Minimizing the risk of becoming a victim also requires taking additional steps such as protecting privileged accounts, implementing multi-factor authentication and disabling or constraining scripting environments such as remote desktop protocol. These represent a list of minimum requirements for any organization taking the current risks seriously.

Effective preparation also requires detailed forward planning that focuses on addressing a crisis quickly and effectively. Key steps include:

  • Implementing offline backup that is genuinely secure.
  • And then ideally, practice recovering from backup. For some organizations, this has the potential to be hazardous to existing operations, so the alternative is to conduct a  discussion with IT partners and suppliers to ensure there is access to expertise and resources to implement a backup should it be necessary.
  • There should also be well-rehearsed incident management and business continuity plans in place to address the consequences of an attack on key operational functions.
  • And depending on the nature of each business and its resources, leadership teams are increasingly putting assistance from an incident response company on permanent standby.

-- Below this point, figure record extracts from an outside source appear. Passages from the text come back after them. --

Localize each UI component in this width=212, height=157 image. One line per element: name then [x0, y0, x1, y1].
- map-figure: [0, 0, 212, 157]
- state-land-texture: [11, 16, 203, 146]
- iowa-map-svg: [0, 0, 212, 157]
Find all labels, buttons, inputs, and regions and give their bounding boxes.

What Bad Practice Looks Like

Turning now to dealing with an incident, organisations that struggle to deal with incidents such as a ransomware attack tend to share some common traits. For example, executive teams should not make the mistake of assuming a cybersecurity breach is a technology problem that falls solely on the shoulders of the CISO.

Yes, the CISO has a vital role in tackling the tech problem and helping the organization to recover, but there’s more to it than this. The responsibility for dealing with and mitigating the impact of a serious breach goes right across the whole management team - from legal and reporting and statutory requirements to business operations, customers and just about every function where technology has any role.

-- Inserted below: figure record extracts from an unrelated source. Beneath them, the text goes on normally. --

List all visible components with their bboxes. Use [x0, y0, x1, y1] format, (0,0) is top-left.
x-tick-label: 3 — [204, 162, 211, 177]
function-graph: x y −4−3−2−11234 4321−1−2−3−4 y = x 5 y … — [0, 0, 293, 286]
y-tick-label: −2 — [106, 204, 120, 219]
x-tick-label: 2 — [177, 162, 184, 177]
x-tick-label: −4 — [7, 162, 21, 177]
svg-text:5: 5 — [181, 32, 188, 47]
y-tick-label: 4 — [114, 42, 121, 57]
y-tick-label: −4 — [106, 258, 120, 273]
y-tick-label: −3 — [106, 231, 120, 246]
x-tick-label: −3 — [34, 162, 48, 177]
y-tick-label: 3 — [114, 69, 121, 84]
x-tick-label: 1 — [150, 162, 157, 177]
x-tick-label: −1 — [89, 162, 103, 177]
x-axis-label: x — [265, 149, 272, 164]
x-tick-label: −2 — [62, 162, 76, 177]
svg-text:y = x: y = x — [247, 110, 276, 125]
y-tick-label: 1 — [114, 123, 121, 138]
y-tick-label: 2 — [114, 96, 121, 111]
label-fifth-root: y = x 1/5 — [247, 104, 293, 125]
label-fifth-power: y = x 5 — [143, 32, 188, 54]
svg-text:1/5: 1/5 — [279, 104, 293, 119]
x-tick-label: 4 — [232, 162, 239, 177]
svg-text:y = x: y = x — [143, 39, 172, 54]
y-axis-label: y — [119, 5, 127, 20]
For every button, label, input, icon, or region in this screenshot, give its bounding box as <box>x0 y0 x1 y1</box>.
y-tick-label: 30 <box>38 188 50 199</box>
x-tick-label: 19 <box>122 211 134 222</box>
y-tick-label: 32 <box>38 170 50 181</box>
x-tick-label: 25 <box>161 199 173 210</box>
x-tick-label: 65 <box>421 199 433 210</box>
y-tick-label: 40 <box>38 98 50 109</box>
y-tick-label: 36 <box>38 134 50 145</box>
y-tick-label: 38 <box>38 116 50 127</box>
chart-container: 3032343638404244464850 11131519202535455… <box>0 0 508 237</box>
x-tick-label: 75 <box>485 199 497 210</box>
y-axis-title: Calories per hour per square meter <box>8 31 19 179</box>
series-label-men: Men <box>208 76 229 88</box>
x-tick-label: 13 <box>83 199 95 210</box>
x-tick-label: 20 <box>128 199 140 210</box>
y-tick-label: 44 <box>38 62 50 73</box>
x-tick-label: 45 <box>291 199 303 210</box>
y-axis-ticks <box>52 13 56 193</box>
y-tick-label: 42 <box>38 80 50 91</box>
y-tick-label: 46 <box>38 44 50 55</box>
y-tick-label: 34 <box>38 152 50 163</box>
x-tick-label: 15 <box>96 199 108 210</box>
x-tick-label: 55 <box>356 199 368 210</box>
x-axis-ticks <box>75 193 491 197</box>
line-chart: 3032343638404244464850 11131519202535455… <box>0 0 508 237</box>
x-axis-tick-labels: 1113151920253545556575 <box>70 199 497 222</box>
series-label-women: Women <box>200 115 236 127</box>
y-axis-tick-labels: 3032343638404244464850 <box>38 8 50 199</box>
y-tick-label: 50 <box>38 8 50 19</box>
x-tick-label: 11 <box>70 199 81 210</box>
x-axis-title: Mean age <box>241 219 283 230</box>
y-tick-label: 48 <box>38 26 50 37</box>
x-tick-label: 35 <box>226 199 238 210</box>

Quick and decisive implementation of mitigation and recovery plans (if they exist) is also vital. What can happen, however, is that teams resort to optimism bias, rather than assuming the worst case. The negative impact of this often becomes apparent when in-house staff are soon overwhelmed with the tremendous pressure of dealing with the scale of an attack. This can be the point where companies often turn to external, specialist support and incident response - while this is important, it’s always better to involve experts in advance planning rather than in an emergency.

What Good Practice Looks Like

In contrast, an effective mitigation and recovery process always begins by ensuring someone is clearly in charge and armed with the authority of the CEO to make decisions across the organization.

There should be an incident response structure in place that has buy-in from senior management. These decision-makers might not be technical experts, so should be provided with all the key information they need in an understandable format. This shouldn’t be seen as ‘dumbing down’, but rather is a process to ensure they are given insight and detail in a way they can use to make effective, fully informed decisions.

Best practice must be supported by clear and effective internal and external communication, based on a core script that is updated as new information becomes available. Each piece of communication needs to be geared to the recipient but the underlying message must be consistent, including a plan for stakeholder management.

Decisions about whether to seek specialist, external help should be made early on in the process, especially before in-house teams become exhausted by the effort required to address the crisis. Organizations often assume these services will be prohibitively expensive, but in reality, business costs can be significantly higher than the bill from a specialist advisor. The need for external support in advance of an attack should have been identified and commercial arrangements put in place well before any incident.

Preparing for something that might never happen can seem like an unnecessary overhead, compared to the range of daily priorities every organization encounters. However, faced with a crippling ransomware attack, those dealing with it will almost always talk about how much pressure it puts them under, and teams that have prepared in advance are, without exception, always very glad they did.